Amy shrugged, then went back to her book.

Layla shook her head indulgently. ‘Bless her, she’s still my baby. Not literally, thank Christ! I couldn’t handle an actual baby right now, not on top of teenager mayhem. I don’t know how you’re doing it.’

I made a big mental note to make friends with this woman.

‘You guys,’ Layla called to a group digging for potatoes. ‘Come and meet Alex, she just moved in.’

I met an environmental scientist from Iceland, a botanist from Cairns and an architect from Melbourne. I talked to couples who’d fancied a sea change, singles who wanted to live ‘alone but together’. Kids were pointed out and names were thrown around. Jesse. Naz. Remy. Will. Phoebe. Felix. Taylor. I looked for the kid on the bike who’d told me the spooky witch story but couldn’t see him; there were just too many people. Everyone smiled and waved. Welcome, welcome, welcome.

Best of all, I discovered parents just like me. Dads with bags under their eyes, mums with egg on their shirts. Hallelujah. Two of these mums, Shannon and Mariko, had absorbed Layla into their regular meet-ups for coffee or lunch while their kids ran around, and right away I knew that they were my kind of girls. They demonstrated their zero interest in small talk by skipping right over it and instead diving happily into haemorrhoids, sleep deprivation and postnatal hair loss. When they invited me to join them at Layla’s place for their next ‘mum hang’, I accepted so fast it made them laugh.

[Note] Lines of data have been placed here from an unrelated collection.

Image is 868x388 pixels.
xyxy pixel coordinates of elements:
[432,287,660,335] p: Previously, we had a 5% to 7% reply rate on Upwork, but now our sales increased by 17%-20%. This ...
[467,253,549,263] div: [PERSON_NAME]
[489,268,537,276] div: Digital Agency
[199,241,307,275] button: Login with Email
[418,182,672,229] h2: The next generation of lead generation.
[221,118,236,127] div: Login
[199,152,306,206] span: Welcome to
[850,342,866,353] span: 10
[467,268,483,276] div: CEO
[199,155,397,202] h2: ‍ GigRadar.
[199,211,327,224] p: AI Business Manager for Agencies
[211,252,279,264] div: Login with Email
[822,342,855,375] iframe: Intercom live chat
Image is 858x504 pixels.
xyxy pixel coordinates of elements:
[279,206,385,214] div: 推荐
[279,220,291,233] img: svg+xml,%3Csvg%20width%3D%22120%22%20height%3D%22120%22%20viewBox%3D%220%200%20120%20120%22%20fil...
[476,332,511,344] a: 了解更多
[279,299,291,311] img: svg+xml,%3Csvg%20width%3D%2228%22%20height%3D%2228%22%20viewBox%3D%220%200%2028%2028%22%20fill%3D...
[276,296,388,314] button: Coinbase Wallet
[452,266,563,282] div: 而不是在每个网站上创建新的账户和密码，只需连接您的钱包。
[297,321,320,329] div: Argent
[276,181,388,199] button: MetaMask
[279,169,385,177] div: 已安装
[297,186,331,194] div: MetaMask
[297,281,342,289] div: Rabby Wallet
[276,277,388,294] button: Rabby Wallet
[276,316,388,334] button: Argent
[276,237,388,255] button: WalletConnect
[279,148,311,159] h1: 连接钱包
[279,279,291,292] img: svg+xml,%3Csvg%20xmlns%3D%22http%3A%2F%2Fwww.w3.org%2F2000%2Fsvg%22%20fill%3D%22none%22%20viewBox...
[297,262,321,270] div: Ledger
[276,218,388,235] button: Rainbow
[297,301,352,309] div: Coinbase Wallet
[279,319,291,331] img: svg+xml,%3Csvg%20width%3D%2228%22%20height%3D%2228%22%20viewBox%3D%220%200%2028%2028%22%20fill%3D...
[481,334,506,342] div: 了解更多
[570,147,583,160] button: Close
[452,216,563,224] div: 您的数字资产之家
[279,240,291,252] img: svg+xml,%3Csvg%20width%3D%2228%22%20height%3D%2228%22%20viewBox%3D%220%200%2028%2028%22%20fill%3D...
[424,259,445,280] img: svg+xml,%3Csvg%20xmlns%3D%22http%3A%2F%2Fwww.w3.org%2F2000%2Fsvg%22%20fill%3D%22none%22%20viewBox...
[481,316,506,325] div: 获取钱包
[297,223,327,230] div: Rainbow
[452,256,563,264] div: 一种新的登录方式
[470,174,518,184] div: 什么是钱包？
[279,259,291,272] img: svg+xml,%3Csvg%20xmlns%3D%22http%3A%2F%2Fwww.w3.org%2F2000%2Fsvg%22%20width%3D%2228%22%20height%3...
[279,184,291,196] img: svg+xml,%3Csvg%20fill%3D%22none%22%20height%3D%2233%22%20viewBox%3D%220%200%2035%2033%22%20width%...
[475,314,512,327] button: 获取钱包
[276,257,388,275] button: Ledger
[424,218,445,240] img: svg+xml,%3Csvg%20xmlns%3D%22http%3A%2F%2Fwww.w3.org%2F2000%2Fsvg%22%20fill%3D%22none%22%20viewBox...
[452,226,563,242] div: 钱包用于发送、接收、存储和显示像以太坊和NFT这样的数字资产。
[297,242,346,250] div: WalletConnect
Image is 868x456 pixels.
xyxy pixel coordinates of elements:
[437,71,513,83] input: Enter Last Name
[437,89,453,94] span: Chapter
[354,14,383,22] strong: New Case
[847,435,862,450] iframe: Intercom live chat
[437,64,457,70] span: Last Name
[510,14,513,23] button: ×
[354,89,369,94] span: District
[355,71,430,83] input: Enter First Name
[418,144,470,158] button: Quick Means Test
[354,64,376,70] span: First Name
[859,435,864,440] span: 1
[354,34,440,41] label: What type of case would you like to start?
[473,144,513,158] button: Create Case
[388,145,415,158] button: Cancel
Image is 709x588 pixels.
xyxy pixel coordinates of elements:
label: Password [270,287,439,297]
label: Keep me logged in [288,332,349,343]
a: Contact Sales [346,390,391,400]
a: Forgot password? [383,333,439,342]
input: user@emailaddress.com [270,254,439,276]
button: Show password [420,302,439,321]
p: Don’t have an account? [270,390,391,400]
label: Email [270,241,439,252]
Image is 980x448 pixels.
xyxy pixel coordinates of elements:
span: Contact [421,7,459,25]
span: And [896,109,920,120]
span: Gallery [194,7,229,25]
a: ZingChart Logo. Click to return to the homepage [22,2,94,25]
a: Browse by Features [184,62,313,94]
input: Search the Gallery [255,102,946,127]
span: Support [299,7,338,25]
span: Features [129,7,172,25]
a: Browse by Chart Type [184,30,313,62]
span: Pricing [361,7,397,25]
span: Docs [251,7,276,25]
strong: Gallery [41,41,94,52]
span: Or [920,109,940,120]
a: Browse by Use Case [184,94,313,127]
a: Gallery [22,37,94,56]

There were a few people who weren’t so friendly – which, I supposed, was to be expected for a community of that size. There were always one or two rotten apples. One resident in particular seemed particularly stand-offish, a dark-haired woman called Maggie whose face was dominated by horsey teeth, a square jaw and a permanent frown. Instead of greeting me warmly like the others, Maggie said a terse hello then beat a hasty retreat as if I might be carrying something contagious. Never mind, I thought, as I was introduced to a doctor from the Northern Beaches. You can’t please everyone.